'Al-Qaeda tape' claims Madrid bomb attacks

Spanish authorities are today examining a video tape featuring a purported spokesman for al Qaeda who claims responsibility for…

Spanish authorities are today examining a video tape featuring a purported spokesman for al Qaeda who claims responsibility for the Madrid bomb attacks.

The claim of responsibility for the atrocity which left 200 dead and 1,500 injured emerged late last night.

Hours earlier, Interior Minister Angel Acebes announced that five people, including some with possible links to Moroccan militants, had been arrested in the first breakthrough in the investigation of Thursday's near-simultaneous attacks on four commuter trains.

Mr Acebes said today police had not been able to identify the spokesman referred to on the tape. "We have not been able to identify the person...in whose name the attacks were claimed. Neither the French, British nor Portuguese services have any knowledge of this person."

READ MORE

If al Qaeda involvement is confirmed, it would be the first time the Islamic militant group has struck in the West since the attacks on New York and Washington on September 11th, 2001.

Under outgoing Prime Minister Jose Maria Aznar, Spain has been a close ally of the United States, firmly supporting US policy on Iraq and sending 1,300 troops there after the war.

The claim of responsibility came in the videotape recovered by Spanish police from a waste paper bin on the outskirts of Madrid after a television station received a call saying the tape was there.

On the tape, a man speaking in Moroccan-accented Arabic says al Qaeda launched the attacks in retaliation for Spanish co-operation with the United States and its allies.

"If you don't stop your injustices, more blood will flow and these attacks are very little compared with what may happen with what you call terrorism," the man said, according to a Spanish transcript provided by the Interior Ministry.

The statement referred specifically to Iraq and Afghanistan, both countries where Spain has sent troops to keep the peace.

The man noted that the Madrid blasts came exactly two-and-a-half years after the September 11th attacks.

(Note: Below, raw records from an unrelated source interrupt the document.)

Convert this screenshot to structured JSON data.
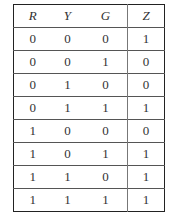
{
  "table": {
    "headers": [
      "R",
      "Y",
      "G",
      "Z"
    ],
    "rows": [
      [
        "0",
        "0",
        "0",
        "1"
      ],
      [
        "0",
        "0",
        "1",
        "0"
      ],
      [
        "0",
        "1",
        "0",
        "0"
      ],
      [
        "0",
        "1",
        "1",
        "1"
      ],
      [
        "1",
        "0",
        "0",
        "0"
      ],
      [
        "1",
        "0",
        "1",
        "1"
      ],
      [
        "1",
        "1",
        "0",
        "1"
      ],
      [
        "1",
        "1",
        "1",
        "1"
      ]
    ]
  }
}
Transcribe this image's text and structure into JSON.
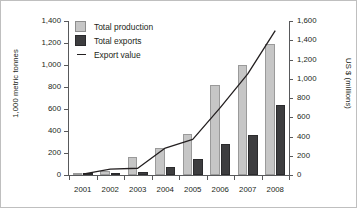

"He makes the statement in the name of someone claiming to be the military spokesman of al Qaeda in Europe, Abu Dujan al Afgani," Mr Acebes told a news conference.

Mr Acebes said the name was not known to intelligence services and that investigators were examining the tape's authenticity.

The Interior Ministry did not release the video itself.

Mr Acebes said the man speaking on it wore Arab dress and had his face uncovered. At an earlier news conference Mr Acebes said investigators had found no evidence of suicide bombers.

The video was released after thousands of anti-government protesters took to the streets across Spain on last night demanding to know "the truth" behind the rail bombs, denouncing the ruling Popular Party (PP), and shouting slogans like "Don't Manipulate Our Dead!"

The latest developments call into question the Spanish government's initial insistence that armed Basque separatist group ETA was the prime suspect behind the bombs. Mr Acebes said both lines of investigation remained open.